Identify all affected parties: the officer (self), the citizen/complainant, the institution (department/state), the community, and any third parties (family members, political actors). Missing a stakeholder is a common reason for losing 3–4 marks per case.

Step 2 — Ethical Dimensions Identification

For each case, explicitly name the ethical tensions:

  • Duty vs conscience
  • Individual loyalty vs institutional integrity
  • Short-term welfare vs long-term rule of law
  • Personal risk vs professional obligation

Step 3 — Generate Multiple Courses of Action

Always present at least 3 courses of action: a rule-compliant path, a relationship-preserving path, and a whistleblower/activist path. Then evaluate each against ethical principles.

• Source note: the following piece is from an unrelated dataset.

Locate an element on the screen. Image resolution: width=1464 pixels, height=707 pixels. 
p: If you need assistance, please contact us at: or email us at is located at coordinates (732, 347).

Step 4 — Select and Justify

Choose the option that best balances duty, empathy, constitutional values and practical enforceability. Never choose a self-serving option. Cite one thinker in one line to anchor the ethical principle — do not write a paragraph on the thinker.

Step 5 — Consequences and Safeguards

Explain the probable consequences of your chosen action and what institutional safeguards exist (e.g., Whistle Blowers Protection Act 2014, AIS (Conduct) Rules, RTI Act 2005).

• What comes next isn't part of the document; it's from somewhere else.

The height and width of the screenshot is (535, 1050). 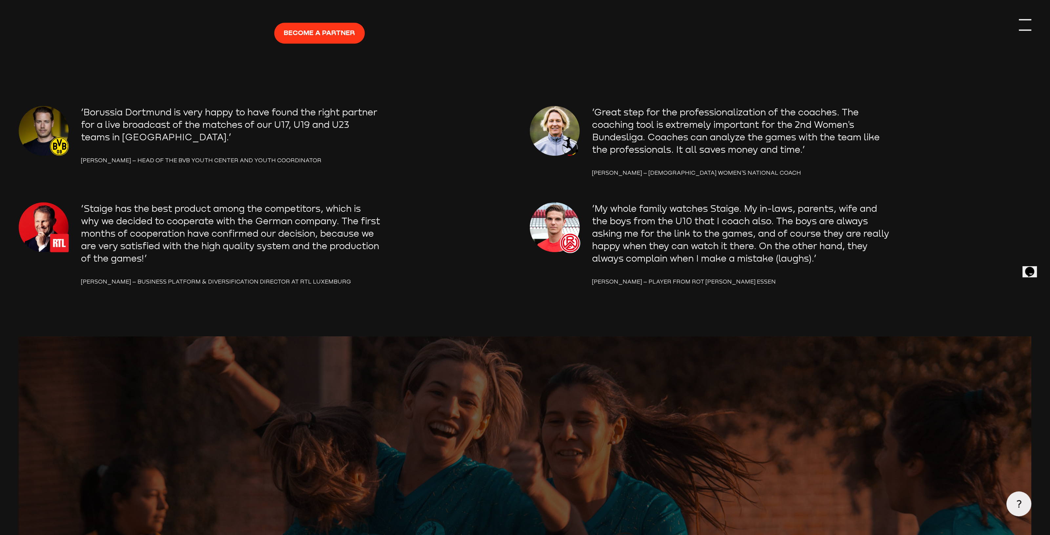 What do you see at coordinates (570, 146) in the screenshot?
I see `img: logo_dfb-frauen-1.png` at bounding box center [570, 146].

What evaluators reward vs penalise:

RewardedPenalised
Multiple stakeholders identifiedOnly 1–2 stakeholders named
3+ courses of action listedSingle action presented as obvious
Thinker cited with applicationThinker cited without application
Institutional safeguard citedNo legal or procedural reference
Balanced: duty + empathyPure rule-following OR pure empathy

Theory Question Strategy

GS4 theory questions (2025 examples: Mahavir's teachings, constitutional morality, digital technology ethics) require definition + relevance + governance application in 150 words:

  1. Define the concept precisely (2 lines)
  2. Illustrate with a classic philosophical source (1 line)
  3. Apply to a contemporary governance scenario (3–4 lines)
  4. Conclude with its relevance for public service values (1–2 lines)

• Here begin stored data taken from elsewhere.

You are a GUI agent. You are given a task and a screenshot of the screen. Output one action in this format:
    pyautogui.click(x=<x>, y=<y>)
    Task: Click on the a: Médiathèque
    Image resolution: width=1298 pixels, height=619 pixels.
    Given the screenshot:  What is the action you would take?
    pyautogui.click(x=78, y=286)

What to avoid: A common mistake is writing 100 words on the philosopher's biography and only 30 words on governance application. UPSC GS4 marks fall sharply when the philosophical reference lacks any administrative relevance.

Recommended Resources

ResourceUse Case
G. Subba Rao & P.N. Roy Chowdhury — Ethics, Integrity and AptitudeStandard reference for thinkers and theory
Lexicon for Ethics, Integrity & Aptitude (Chronicle IAS)Case study frameworks and concepts
UPSC GS4 PYQs 2013–2025 (Mrunal.org download)Pattern recognition; most important resource after the textbook
InsightsOnIndia Daily Ethics QuizKeeping analytical framing sharp

Yearly Trend Summary

GS4 is becoming more applied and less definitional each year. 2025 saw case studies with multiple simultaneous dilemmas (not a single clean choice), stronger digital ethics component, and thinkers beyond the standard Western-Gandhi axis. A score of 120+ is achievable for candidates who practise structured case study responses under timed conditions.